Castiel had dropped to his knees, catching me before I collapsed. His arms wrapped around my lifeless body, too late to stop what had been set in motion.
“No,” he had cried, over and over. “No, please—don’t—don’t leave me?—”
He clutched me tightly, as if he could will the life back into my lungs. His tears fell onto my face, lips brushing my temple in frantic desperation.
“Not her, please not her,” he begged the king in a voice wrecked with grief. “Please, I’ll do anything, anything you ask. Just please don’t take her.”
But there had been no bringing me back, at least not…in…
Some truth shimmered at the edge of my mind, just out of reach.
I reached for it—but its wispy tendrils slipped through my fingers like mist, like a half-remembered dream fading the harder I tried to hold on.
A gasp tore from my lips as the world rushed back in.
Castiel’s steady arms still held me, a position he didn’t seem intent to relinquish.
At my soft cry, he stiffened. His concerned gaze searched mine, quiet and steady, as if he sensed something had shifted. I pressed a hand to my pounding heart, as though I could calm the strange ache rising there.
He didn’t demand an explanation. Instead, our fingers brushed, and a quiet warmth spread from the contact. He held my hand, as though he meant to anchor me through whatever storm still lingered in my mind.
“Are you sure you’re alright?” he murmured.
My shoulder throbbed where the blade had cut, but I hardly noticed. “I’m truly fine.”
But he only held me tighter, as if the circle of his arms could protect me—not just from the king or the assassin, but from the darkness permeating the court and the shadow of death that loomed ever closer. His hands lifted, trembling slightly as they cupped my face.
His forehead touched mine, closeness which stole my breath.
His eyes found mine and held, as if afraid I might vanish if he blinked.
The silence between us heavy with everything unspoken.
For a breathless moment, we simply stared at each other.
Neither of us spoke; afraid to give voice to these dangerous feelings growing between us.
Slowly, my hands slid up to wrap my arms around his neck, the softest kind of surrender.
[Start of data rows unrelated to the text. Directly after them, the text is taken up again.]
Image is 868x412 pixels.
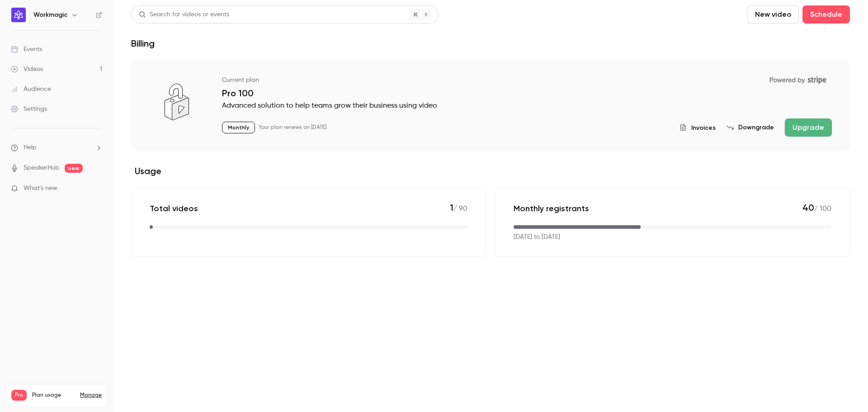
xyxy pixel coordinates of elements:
span: What's new [24,183,57,193]
p: Current plan [222,75,259,84]
a: Manage [80,391,102,398]
span: Pro [11,389,27,401]
p: [DATE] to [DATE] [513,233,560,242]
p: / 100 [803,202,831,214]
button: New video [748,5,799,24]
div: Search for videos or events [138,10,229,20]
li: help-dropdown-opener [11,143,102,152]
p: Total videos [150,203,198,214]
button: Upgrade [785,119,832,137]
div: Settings [11,104,47,113]
button: Invoices [679,123,716,132]
p: Advanced solution to help teams grow their business using video [222,100,832,111]
button: Schedule [803,5,851,24]
div: Videos [11,65,43,74]
h1: Billing [131,38,154,49]
a: SpeakerHub [24,163,59,173]
button: Downgrade [727,123,774,132]
span: 1 [450,202,453,213]
div: Events [11,45,42,54]
span: Help [24,143,37,152]
h2: Usage [131,166,851,176]
div: Audience [11,84,51,93]
p: Monthly registrants [513,203,590,214]
span: new [65,163,83,173]
img: Workmagic [11,8,26,22]
section: billing [131,59,851,257]
h6: Workmagic [33,11,68,20]
p: Pro 100 [222,87,832,99]
p: / 90 [450,202,468,214]
p: Your plan renews on [DATE] [259,124,326,131]
span: Invoices [692,123,716,132]
span: 40 [803,202,815,213]
span: Plan usage [32,391,75,398]
p: Monthly [222,122,255,133]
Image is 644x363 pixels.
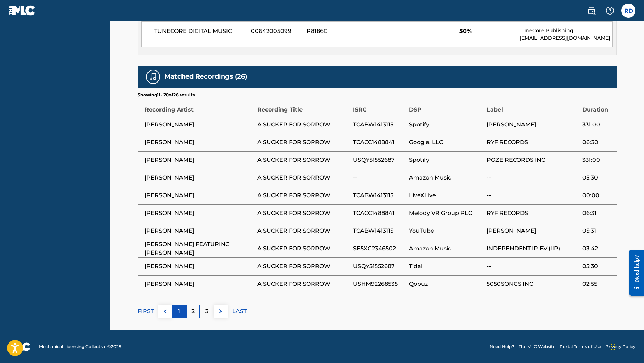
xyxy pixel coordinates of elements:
p: 1 [178,307,180,316]
span: [PERSON_NAME] [145,156,254,164]
span: 06:31 [583,209,613,218]
p: LAST [232,307,247,316]
a: Privacy Policy [605,344,636,350]
span: TCACC1488841 [353,209,406,218]
span: A SUCKER FOR SORROW [257,280,349,288]
span: [PERSON_NAME] [145,209,254,218]
span: -- [486,174,579,182]
div: DSP [409,98,483,114]
span: [PERSON_NAME] [145,227,254,235]
span: [PERSON_NAME] [145,121,254,129]
img: logo [8,343,30,351]
span: 5050SONGS INC [486,280,579,288]
span: A SUCKER FOR SORROW [257,262,349,271]
p: TuneCore Publishing [519,27,612,34]
span: USHM92268535 [353,280,406,288]
span: A SUCKER FOR SORROW [257,138,349,147]
span: 03:42 [583,245,613,253]
p: FIRST [137,307,154,316]
span: A SUCKER FOR SORROW [257,245,349,253]
div: Recording Artist [145,98,254,114]
span: [PERSON_NAME] [145,192,254,200]
span: YouTube [409,227,483,235]
iframe: Chat Widget [609,329,644,363]
span: Melody VR Group PLC [409,209,483,218]
span: 00642005099 [251,27,301,35]
span: -- [486,192,579,200]
span: USQY51552687 [353,156,406,164]
span: TCABW1413115 [353,192,406,200]
span: 00:00 [583,192,613,200]
a: Need Help? [490,344,514,350]
span: [PERSON_NAME] [145,280,254,288]
img: Matched Recordings [149,73,158,81]
span: [PERSON_NAME] [486,227,579,235]
span: USQY51552687 [353,262,406,271]
span: TCACC1488841 [353,138,406,147]
div: Recording Title [257,98,349,114]
img: right [216,307,225,316]
span: TCABW1413115 [353,121,406,129]
span: 50% [459,27,514,35]
img: search [587,6,596,15]
span: A SUCKER FOR SORROW [257,174,349,182]
div: Drag [610,336,615,357]
span: Google, LLC [409,138,483,147]
span: Amazon Music [409,245,483,253]
span: A SUCKER FOR SORROW [257,156,349,164]
img: MLC Logo [8,5,36,16]
span: Spotify [409,121,483,129]
span: Spotify [409,156,483,164]
span: [PERSON_NAME] FEATURING [PERSON_NAME] [145,240,254,257]
span: RYF RECORDS [486,209,579,218]
h5: Matched Recordings (26) [164,73,247,81]
span: TUNECORE DIGITAL MUSIC [154,27,246,35]
span: A SUCKER FOR SORROW [257,227,349,235]
a: Public Search [585,4,598,18]
span: 331:00 [583,156,613,164]
span: [PERSON_NAME] [486,121,579,129]
span: 331:00 [583,121,613,129]
span: -- [353,174,406,182]
div: User Menu [621,4,636,18]
div: Label [486,98,579,114]
span: -- [486,262,579,271]
p: 3 [205,307,208,316]
span: 05:31 [583,227,613,235]
span: 06:30 [583,138,613,147]
span: LiveXLive [409,192,483,200]
a: The MLC Website [519,344,555,350]
span: A SUCKER FOR SORROW [257,192,349,200]
span: A SUCKER FOR SORROW [257,209,349,218]
span: [PERSON_NAME] [145,138,254,147]
span: A SUCKER FOR SORROW [257,121,349,129]
span: SE5XG2346502 [353,245,406,253]
img: left [161,307,170,316]
span: [PERSON_NAME] [145,262,254,271]
span: Qobuz [409,280,483,288]
a: Portal Terms of Use [560,344,601,350]
div: Help [603,4,617,18]
span: P8186C [307,27,375,35]
span: Amazon Music [409,174,483,182]
span: 02:55 [583,280,613,288]
img: help [606,6,614,15]
span: 05:30 [583,174,613,182]
div: ISRC [353,98,406,114]
span: RYF RECORDS [486,138,579,147]
span: TCABW1413115 [353,227,406,235]
span: INDEPENDENT IP BV (IIP) [486,245,579,253]
div: Duration [583,98,613,114]
span: 05:30 [583,262,613,271]
span: POZE RECORDS INC [486,156,579,164]
p: 2 [192,307,195,316]
p: [EMAIL_ADDRESS][DOMAIN_NAME] [519,34,612,42]
span: Mechanical Licensing Collective © 2025 [39,344,121,350]
span: Tidal [409,262,483,271]
p: Showing 11 - 20 of 26 results [137,92,195,98]
iframe: Resource Center [624,244,644,302]
span: [PERSON_NAME] [145,174,254,182]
A thousand emotions coursed through me. Longing. Confusion. Grief for a death I hadn’t yet lived, and the strange ache of wanting to trust the man before me.
I felt something in me give way—a quiet relinquishing of a battle I hadn’t realized I’d been fighting. And now that it was over, I could feel the weight of it in every breath. I was exhausted from resisting.
Part of me wanted to let go completely…even as I knew that no matter my desperation, there were still some battles I couldn’t afford to lose, even though in this fragile moment there was nothing I wanted more.